Abstract

In A Room with a View (1908), Lucy Honeychurch is a pianist whose repertoire choices, Beethoven's Sonata op. 111, pieces by Schumann and Mozart, operatic transcriptions from Gluck's Armide and Wagner's Parsifal , and Lucy Ashton's song from Sir Walter Scott's Bride of Lammermoor , chart her decline into a full-blown Forsterian muddle. E. M. Forster selected this repertoire with scrupulous attention to its signifying power and in accordance with his musical enthusiasms. By way of this close analysis of its musical world through the lens of recent reception theory, the novel emerges as a revealing document of musical taste in turn-of-the-century England. This study also shows that music provides an essential key to understanding the novel's structure and symbolism. Analysis of its musical content affords new conclusions in four areas of the novel's critical reception: narrative strategy, issues of gender and characterization, developmental process, and the viability of its ending. In exquisite counterpoint with Lucy's male observe——the narrator, the curate, her unfortunate fiancee, and the author himself——music functions in this novel as a wordless narrator with the capacity, exalted in Romantic aesthetics, to speak of the infinite. Lucy's concealed motives are also more tellingly revealed by her musical moments than has previously been noted (for example, her stumbling attempt at the Flower Maidens' scene from Parsifal , probably in Karl Klindworth's simplified transcription that would have posed no difficulty to a performer of op. 111). Beethoven, however, proves to be the novel's most pervasive developmental figure, with op. 111 serving as a recurring motif for heroism and for Lucy's aspirations to the masculine world of action. Distant echoes of Beethoven's last sonata can also be traced in the enigmatic love more mysterious of the novel's conclusion, which Forster proffers as a tentative solution to its tumbling mass of dichotomies.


Exercise objective: From the entries that follow, report every line in which "Gonzalez" occurs.

BEGIN Task input

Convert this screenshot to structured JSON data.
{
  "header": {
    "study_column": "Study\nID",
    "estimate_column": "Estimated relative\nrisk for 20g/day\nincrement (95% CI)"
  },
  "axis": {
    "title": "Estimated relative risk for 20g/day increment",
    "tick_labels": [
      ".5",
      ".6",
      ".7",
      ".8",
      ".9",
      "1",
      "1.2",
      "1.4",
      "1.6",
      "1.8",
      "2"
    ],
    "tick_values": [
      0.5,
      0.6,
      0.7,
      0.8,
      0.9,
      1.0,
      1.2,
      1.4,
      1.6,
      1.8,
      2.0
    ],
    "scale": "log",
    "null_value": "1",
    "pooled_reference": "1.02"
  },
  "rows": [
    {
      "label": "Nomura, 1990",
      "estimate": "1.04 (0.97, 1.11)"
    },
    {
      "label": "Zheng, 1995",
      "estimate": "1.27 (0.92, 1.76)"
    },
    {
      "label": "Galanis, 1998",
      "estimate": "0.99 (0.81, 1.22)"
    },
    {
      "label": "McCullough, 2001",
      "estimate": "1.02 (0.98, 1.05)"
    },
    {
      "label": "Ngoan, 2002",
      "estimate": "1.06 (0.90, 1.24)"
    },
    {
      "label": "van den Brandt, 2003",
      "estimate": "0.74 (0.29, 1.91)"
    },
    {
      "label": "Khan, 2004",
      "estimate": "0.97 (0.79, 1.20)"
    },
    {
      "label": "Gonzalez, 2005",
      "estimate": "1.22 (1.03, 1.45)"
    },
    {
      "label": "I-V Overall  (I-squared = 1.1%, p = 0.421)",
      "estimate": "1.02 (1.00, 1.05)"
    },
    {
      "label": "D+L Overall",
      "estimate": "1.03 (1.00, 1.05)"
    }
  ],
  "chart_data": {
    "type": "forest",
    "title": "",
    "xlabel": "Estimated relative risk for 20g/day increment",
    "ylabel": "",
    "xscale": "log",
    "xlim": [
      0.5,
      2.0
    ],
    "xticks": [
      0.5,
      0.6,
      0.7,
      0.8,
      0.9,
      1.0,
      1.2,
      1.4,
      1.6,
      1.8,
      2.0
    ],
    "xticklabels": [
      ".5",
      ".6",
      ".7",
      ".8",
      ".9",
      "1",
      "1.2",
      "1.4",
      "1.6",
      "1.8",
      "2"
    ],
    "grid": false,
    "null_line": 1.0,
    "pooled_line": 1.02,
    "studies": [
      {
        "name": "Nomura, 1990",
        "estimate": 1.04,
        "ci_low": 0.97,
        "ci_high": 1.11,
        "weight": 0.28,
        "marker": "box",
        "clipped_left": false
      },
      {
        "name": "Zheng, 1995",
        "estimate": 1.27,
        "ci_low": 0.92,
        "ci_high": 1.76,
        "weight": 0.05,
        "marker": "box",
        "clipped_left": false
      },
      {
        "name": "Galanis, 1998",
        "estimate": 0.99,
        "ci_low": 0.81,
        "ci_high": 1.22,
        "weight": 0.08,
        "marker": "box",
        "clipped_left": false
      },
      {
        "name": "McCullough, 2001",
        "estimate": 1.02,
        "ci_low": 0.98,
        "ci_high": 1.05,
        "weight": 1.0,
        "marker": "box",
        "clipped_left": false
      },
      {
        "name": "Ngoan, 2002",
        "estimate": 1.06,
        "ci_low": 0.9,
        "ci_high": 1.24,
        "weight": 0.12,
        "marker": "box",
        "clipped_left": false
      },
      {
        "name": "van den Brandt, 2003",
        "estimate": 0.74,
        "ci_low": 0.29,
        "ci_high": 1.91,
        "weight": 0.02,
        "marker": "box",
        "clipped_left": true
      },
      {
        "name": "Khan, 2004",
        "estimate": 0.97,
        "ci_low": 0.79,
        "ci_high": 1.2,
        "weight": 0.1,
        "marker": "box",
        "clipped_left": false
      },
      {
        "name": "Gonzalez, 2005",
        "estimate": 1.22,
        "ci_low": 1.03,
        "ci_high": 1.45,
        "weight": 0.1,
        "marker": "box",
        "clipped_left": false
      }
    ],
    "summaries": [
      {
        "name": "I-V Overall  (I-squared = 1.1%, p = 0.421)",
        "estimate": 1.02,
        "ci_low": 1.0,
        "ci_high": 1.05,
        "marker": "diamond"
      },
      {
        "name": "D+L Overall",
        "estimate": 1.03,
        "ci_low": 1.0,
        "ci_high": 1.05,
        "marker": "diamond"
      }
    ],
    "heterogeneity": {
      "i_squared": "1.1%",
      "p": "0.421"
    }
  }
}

END Task input

Task response:
      "label": "Gonzalez, 2005",
        "name": "Gonzalez, 2005",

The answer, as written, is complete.